In 1988, at a conference in Capri, an American mathematician named Richard Gardner gave a lecture. In it, he proved that, in any number of dimensions and not just two, there can be no solution to a version of Tarski’s circle-squaring problem in which a limited system of rigid motions is permitted (selected from any ‘discrete group’). He conjectured that the same is true if a rather broader system of rigid motions is allowed (‘amenable group’). In the audience was Miklos Laczkovich, a Hungarian mathematician from Lorand Eotvos University in Budapest. Laczkovich had been making a careful study of dissection problems in one dimension, and during Gardner’s talk he realised that his conjecture is false in the one-dimensional setting.

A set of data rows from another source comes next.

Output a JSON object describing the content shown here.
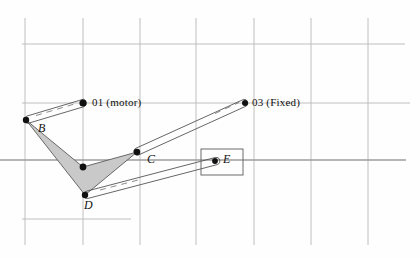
{
  "figure": {
    "type": "mechanism-linkage-diagram",
    "background_color": "#fefefe",
    "grid_color": "#b9b9b9",
    "link_color": "#4a4a4a",
    "body_fill_color": "#c9c9c9",
    "body_stroke_color": "#5a5a5a",
    "joint_color": "#111111"
  },
  "labels": {
    "motor_pivot": "01 (motor)",
    "fixed_pivot": "03 (Fixed)",
    "point_b": "B",
    "point_c": "C",
    "point_d": "D",
    "point_e": "E"
  },
  "nodes": [
    {
      "id": "O1",
      "label": "01 (motor)",
      "x": 83,
      "y": 103,
      "kind": "driven-pivot"
    },
    {
      "id": "O3",
      "label": "03 (Fixed)",
      "x": 245,
      "y": 103,
      "kind": "fixed-pivot"
    },
    {
      "id": "B",
      "label": "B",
      "x": 26,
      "y": 120,
      "kind": "joint"
    },
    {
      "id": "C",
      "label": "C",
      "x": 137,
      "y": 152,
      "kind": "joint"
    },
    {
      "id": "D",
      "label": "D",
      "x": 85,
      "y": 195,
      "kind": "joint"
    },
    {
      "id": "E",
      "label": "E",
      "x": 215,
      "y": 161,
      "kind": "slider-joint"
    },
    {
      "id": "P",
      "label": "",
      "x": 83,
      "y": 167,
      "kind": "joint"
    }
  ],
  "links": [
    {
      "from": "B",
      "to": "O1",
      "style": "double-bar"
    },
    {
      "from": "C",
      "to": "O3",
      "style": "double-bar"
    },
    {
      "from": "D",
      "to": "E",
      "style": "double-bar"
    }
  ],
  "ternary_body": {
    "vertices": [
      "B",
      "P",
      "C",
      "D"
    ],
    "fill": "#c9c9c9",
    "description": "shaded chevron coupler body B-P-C-D"
  },
  "slider_box": {
    "x": 201,
    "y": 149,
    "width": 42,
    "height": 26
  },
  "grid": {
    "vertical_x": [
      25,
      83,
      140,
      196,
      254,
      311,
      368
    ],
    "vertical_y_start": 18,
    "vertical_y_end": 245,
    "horizontals": [
      {
        "y": 44,
        "x_start": 22,
        "x_end": 405
      },
      {
        "y": 103,
        "x_start": 22,
        "x_end": 410
      },
      {
        "y": 160,
        "x_start": 0,
        "x_end": 406
      },
      {
        "y": 219,
        "x_start": 22,
        "x_end": 131
      }
    ]
  }
}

The discovery triggered a whole series of new ideas on Tarski’s circle-squaring problem itself, and within two months Laczkovich had a complete solution. You can square the circle by making a finite number of dissections. Even more surprisingly, the pieces do not even have to be rotated. The same goes for any shape whose boundary is composed of smoothly curving pieces, such as an ellipse, or a crescent, or the outline of an amoeba. Laczkovich’s method requires about 1050 pieces, so it is not something you can draw. The proof occupies about 40 pages, and involves a whole series of novel ideas: naturally, it gets rather technical.

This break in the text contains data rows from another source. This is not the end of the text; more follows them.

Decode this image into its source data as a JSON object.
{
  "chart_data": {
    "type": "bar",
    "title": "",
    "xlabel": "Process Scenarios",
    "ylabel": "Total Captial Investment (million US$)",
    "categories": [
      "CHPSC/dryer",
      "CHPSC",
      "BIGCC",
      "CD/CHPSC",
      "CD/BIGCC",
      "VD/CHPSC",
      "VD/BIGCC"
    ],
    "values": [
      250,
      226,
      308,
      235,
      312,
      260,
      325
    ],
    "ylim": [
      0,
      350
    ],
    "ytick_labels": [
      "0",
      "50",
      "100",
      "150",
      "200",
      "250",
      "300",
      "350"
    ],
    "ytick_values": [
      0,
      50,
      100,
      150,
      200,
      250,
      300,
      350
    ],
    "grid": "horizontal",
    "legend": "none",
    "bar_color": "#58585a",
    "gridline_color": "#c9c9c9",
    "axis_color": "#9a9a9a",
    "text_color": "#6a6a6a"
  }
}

One trick worth mentioning is a version of the Marriage theorem. A (rather old-fashioned) dating agency has a rule that clients may date only clients of the opposite sex to whom they have been properly introduced. Under what conditions can all clients secure a date simultaneously? Obviously, the numbers of men and women have to be equal, but that is not enough-for instance, some men may not have been introduced to any women at all. Even if each man has been introduced to at least one woman, there can still be problems: 200 men trying to date one woman, who has been introduced to them all. The more you think about it, the trickier it gets; but there is a very elegant solution. According to the Marriage theorem, a complete set of dates is possible if and only if every subset of men collectively has been introduced to at least as many women, and conversely. In Laczkovich’s proof the ‘men’ are possible candidates for pieces of the square, the ‘women’ are candidates for pieces of the circle, and ‘being introduced’ is the same as ‘related by a rigid motion’. The Marriage theorem lets Laczkovich ‘marry’ a suitable collection of pieces from the square to a corresponding collection from the circle. Much of the remainder of the proof tackles the construction of those candidate sets.

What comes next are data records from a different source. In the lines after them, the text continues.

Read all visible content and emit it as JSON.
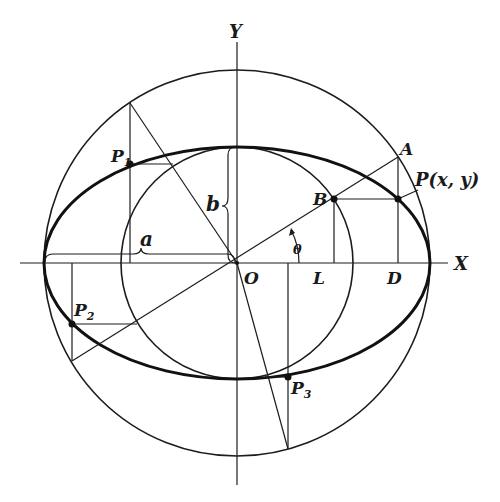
{
  "figure": {
    "colors": {
      "ink": "#1c1c1c",
      "background": "#ffffff"
    },
    "axes": {
      "x_label": "X",
      "y_label": "Y",
      "origin_label": "O"
    },
    "ellipse": {
      "semi_major_label": "a",
      "semi_minor_label": "b"
    },
    "angle_label": "θ",
    "points": {
      "A": "A",
      "B": "B",
      "P": "P(x, y)",
      "L": "L",
      "D": "D",
      "P1": {
        "base": "P",
        "sub": "1"
      },
      "P2": {
        "base": "P",
        "sub": "2"
      },
      "P3": {
        "base": "P",
        "sub": "3"
      }
    }
  }
}
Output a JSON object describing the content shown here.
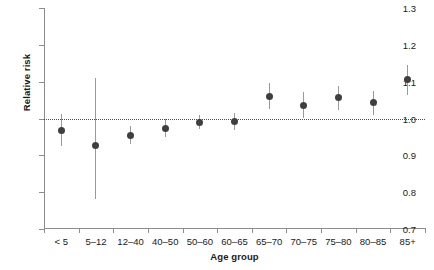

Despite Laczkovich’s brilliant breakthrough, the last word has not been said. Here is a (deceptively) simple example of the questions that remain unanswered. Can you cut a circular disc into three pieces which, apart from rigid motions, are identical? It is easy to do this if overlaps at edges are allowed (see Figure 3a), or for a disc with its central point missing (see Figure 3b). Fame and fortune-or at least a mention in the newspapers-await anyone who can work out how to deal with that one tricky point.

Ian Stewart is a professor of mathematics at the University of Warwick, and the author of Does God Play Dice? and Game, Set, and Math, both published by Blackwell.